Senior Investigator
Senior Investigator
Contact Information:
Email 301-594-3238
Building 49, Room 2A72
49 Convent Drive
Bethesda,
Maryland
20892-4435
Biography
Dr. Conway is a native of Zimbabwe and a transplant first to Canada, then to the USA. Conway completed undergraduate training in Biology at McGill University, a Masters of Medical Sciences at Harvard Medical School, a PhD in Neurobiology at Harvard University, and a Junior Fellowship in the Harvard Society of Fellows working with David Hubel. Conway has held positions at the Kathmandu University Medical School in Nepal where he served as the Director of Education for Physiology and Pathophysiology; at Harvard Medical School as a Lecturer on Neurobiology; at Wellesley College as Associate Professor of Neuroscience; and at M.I.T. as Principal Research Scientist. Conway has received fellowships from the Alexander von Humboldt Foundation at the University of Bremen and the Radcliffe Institute for Advanced Study at Harvard. Prior to joining the LSR in 2016, Conway's lab was supported by extramural grants from the Whitehall Foundation, the National Science Foundation, and the National Institutes of Health. Outside of his NIH responsibilities, Conway is an active artist with a studio in Washington D.C.
Current research
Research in the Section on Perception, Cognition, and Action aims to understand the normal brain processes by which physical signals that impinge on the sensory apparatus (eyes, ears) are transformed into perceptions, thoughts, and actions. Obtaining this knowledge is essential for the development of precise, targeted treatments for disorders of mental and visual function. Work in the lab is currently invested in developing color as a model system. The advantage of color is that its physical basis (wavelength) is well characterized, and these chromatic signals support not only low-level visual abilities such as color matching but also high-level cognitive processes such as categorization, memory, social cognition, and emotion. This variety of phenomena provides a rich opportunity for investigating the full scope of perceptual and cognitive computations that make human vision such an important source of information about the world. To address the great challenge of understanding how the brain works, the Section engages in substantial collaborations with organizations outside the NIH as well as across institutes of the NIH, including with the National Institute of Mental Health (NIMH) and the National Institute of Neurological Disease and Stroke (NINDS). The Section hosts several trainees each year, including Fellows from the NIH flagship postbac program, the preeminent talent pipeline for biomedical discovery in the United States. Postbac fellows who engage in original creative research for a year or more before typically springboarding to graduate or medical school.
Selected publications
- Conway BR. The Organization and Operation of Inferior Temporal Cortex. Annu Rev Vis Sci. 2018.
- Gibson E, Futrell R, Jara-Ettinger J, Mahowald K, Bergen L, Ratnasingam S, Gibson M, Piantadosi ST, Conway BR. Color naming across languages reflects color use. Proc Natl Acad Sci U S A. 2017;114(40):10785-10790.
- Lafer-Sousa R, Conway BR. #TheDress: Categorical perception of an ambiguous color image. J Vis. 2017;17(12):25.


For this exercise, reproduce only the lines from the one holding "Guide me to <item>animal</item>." through the final line of the data below, exactly, and omit pictures.

┌────────

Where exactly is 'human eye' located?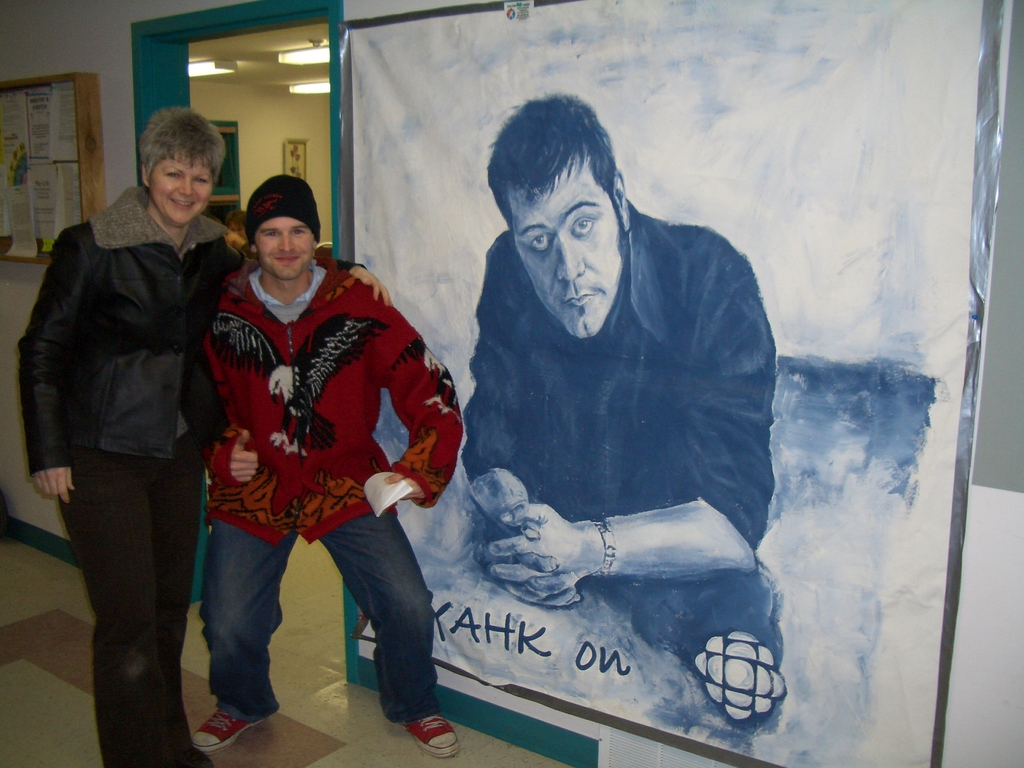
Its bounding box is left=262, top=230, right=283, bottom=239.
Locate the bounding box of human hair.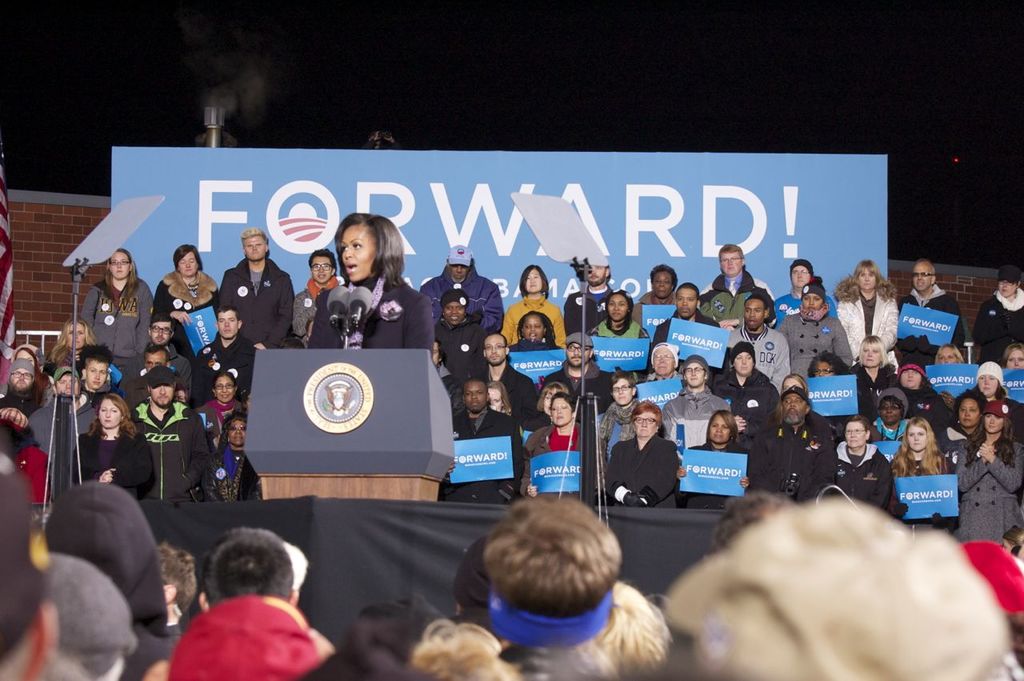
Bounding box: 518,310,559,347.
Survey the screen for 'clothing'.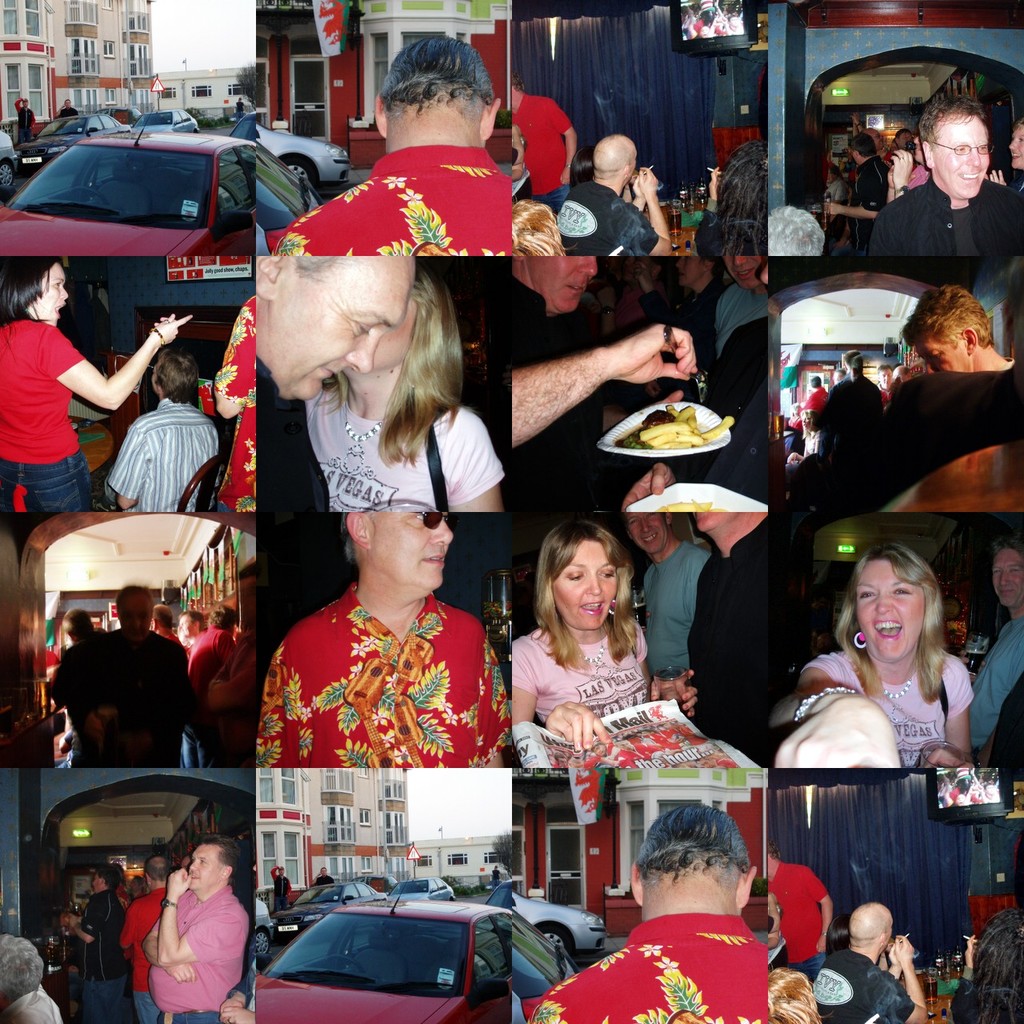
Survey found: 271,862,292,910.
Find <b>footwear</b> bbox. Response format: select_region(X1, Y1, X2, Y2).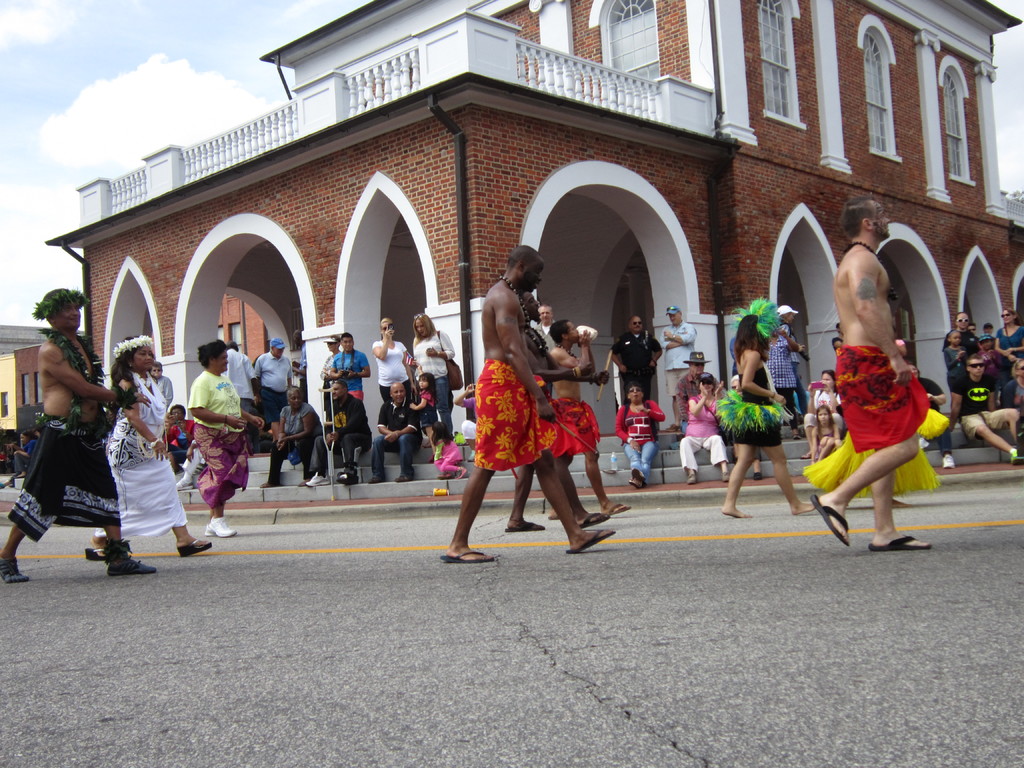
select_region(684, 474, 692, 487).
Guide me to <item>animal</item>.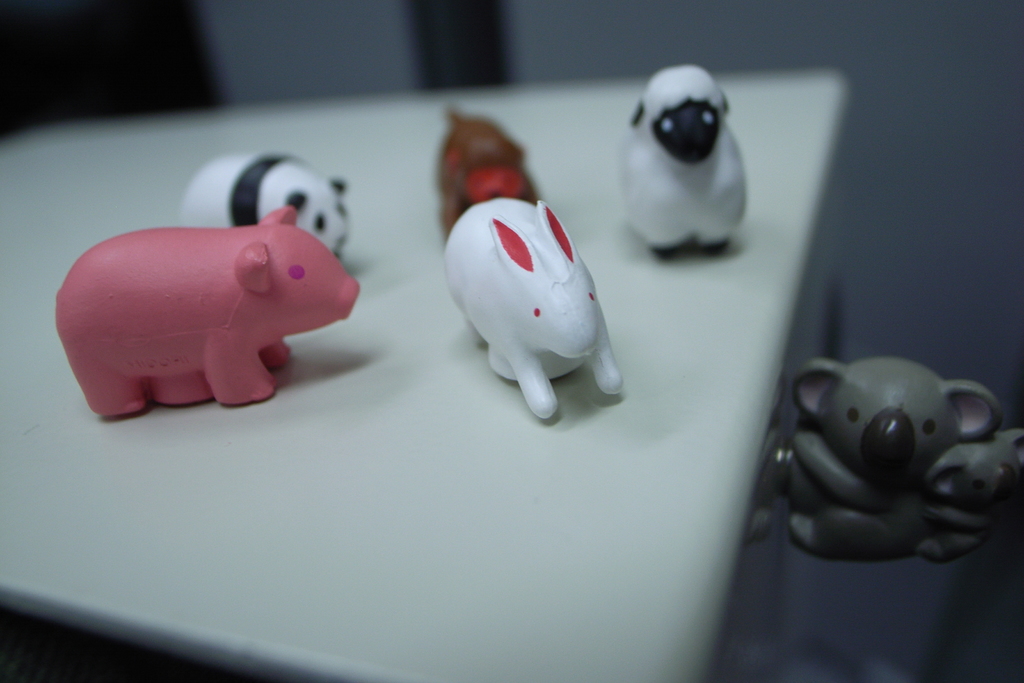
Guidance: select_region(440, 193, 625, 423).
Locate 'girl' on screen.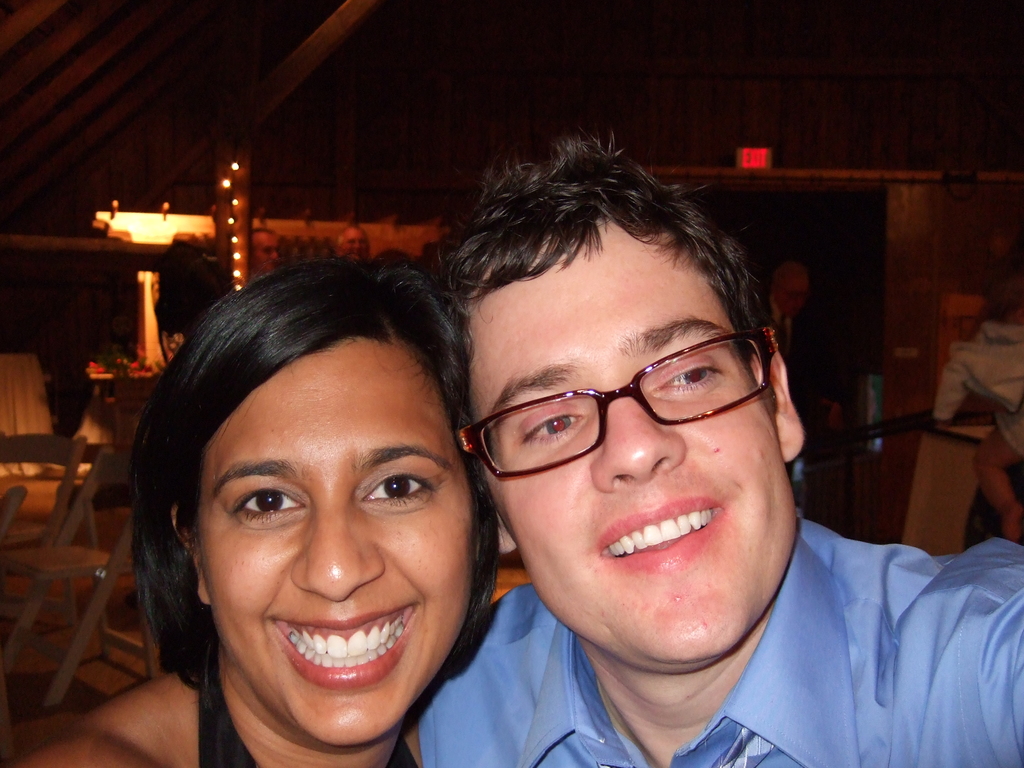
On screen at crop(6, 252, 509, 767).
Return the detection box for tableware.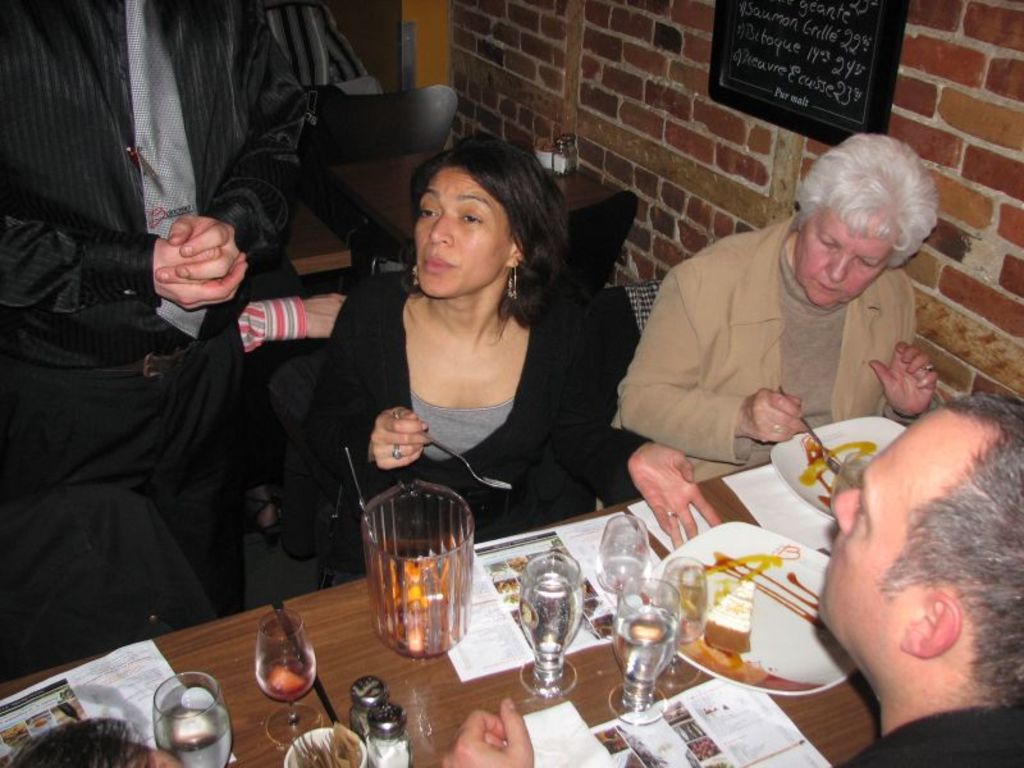
x1=282 y1=726 x2=369 y2=767.
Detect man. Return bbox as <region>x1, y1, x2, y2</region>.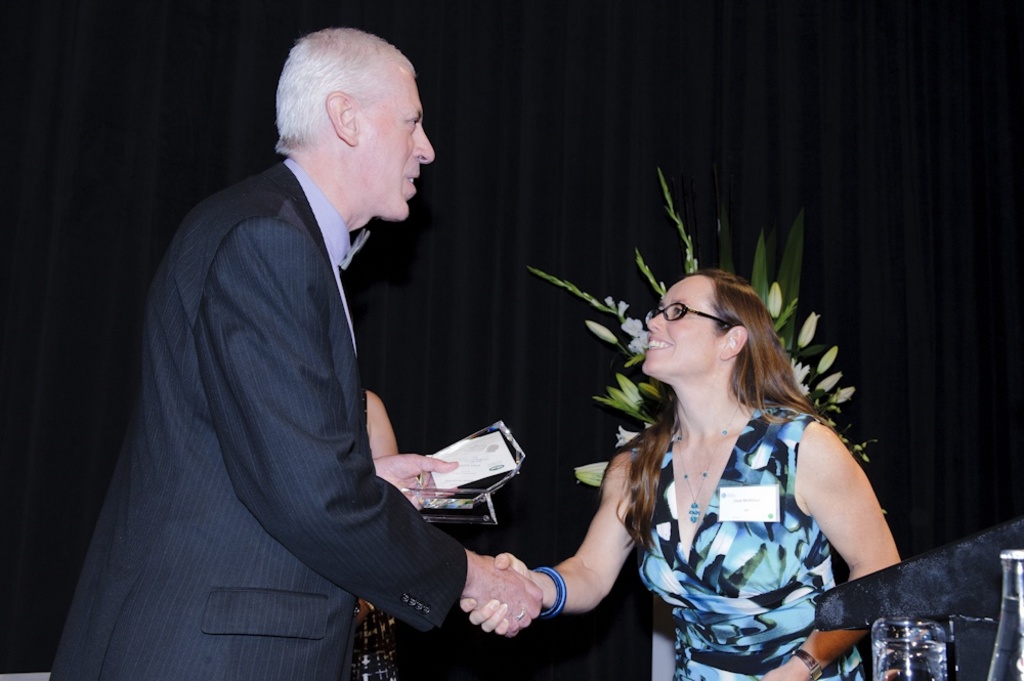
<region>83, 24, 520, 671</region>.
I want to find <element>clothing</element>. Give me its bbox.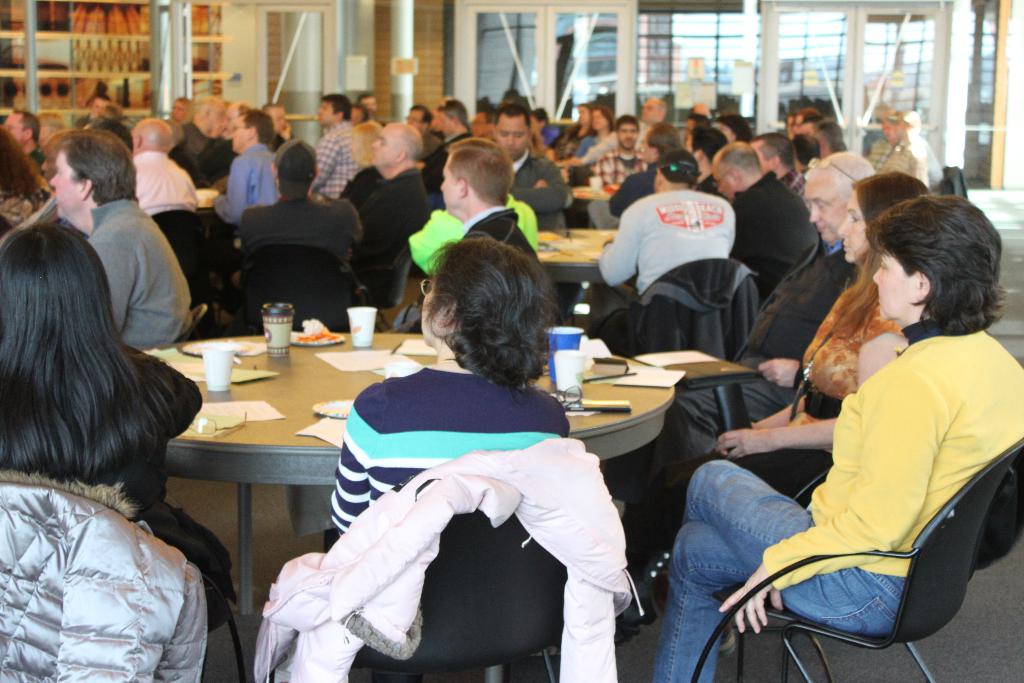
rect(85, 199, 188, 353).
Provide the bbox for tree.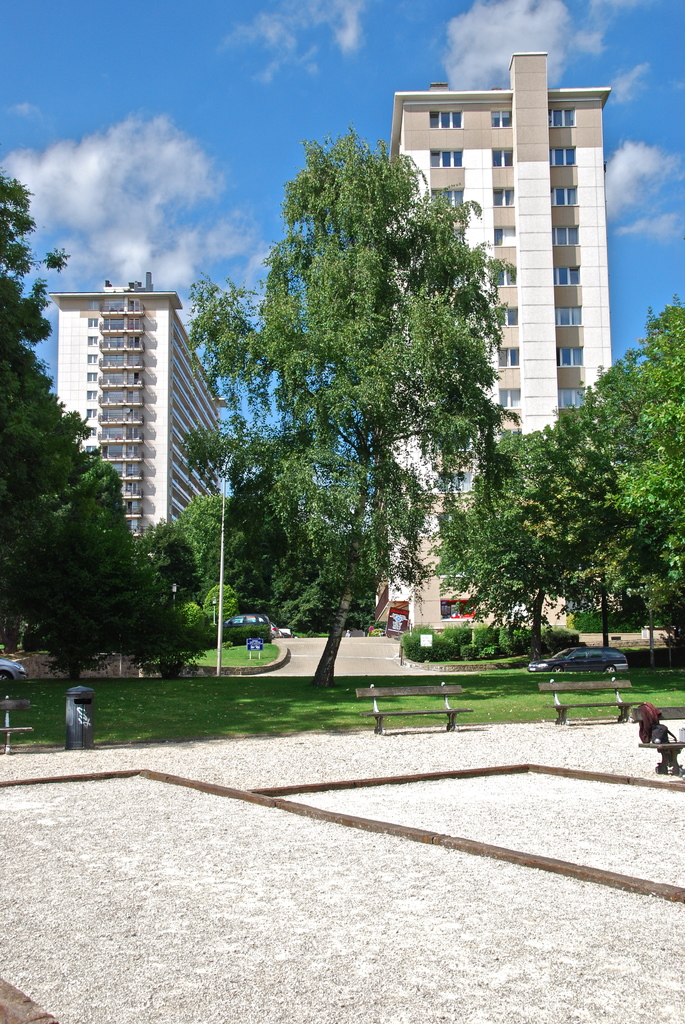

└────────

* Solution to this problem:
Guide me to <item>animal</item>.
Guidance: select_region(440, 193, 625, 423).
Locate 'girl' on screen.
On screen at crop(6, 252, 509, 767).
Return the detection box for tableware.
x1=282 y1=726 x2=369 y2=767.
Detect man. Return bbox as <region>x1, y1, x2, y2</region>.
<region>83, 24, 520, 671</region>.
I want to find <element>clothing</element>. Give me its bbox.
rect(85, 199, 188, 353).
Provide the bbox for tree.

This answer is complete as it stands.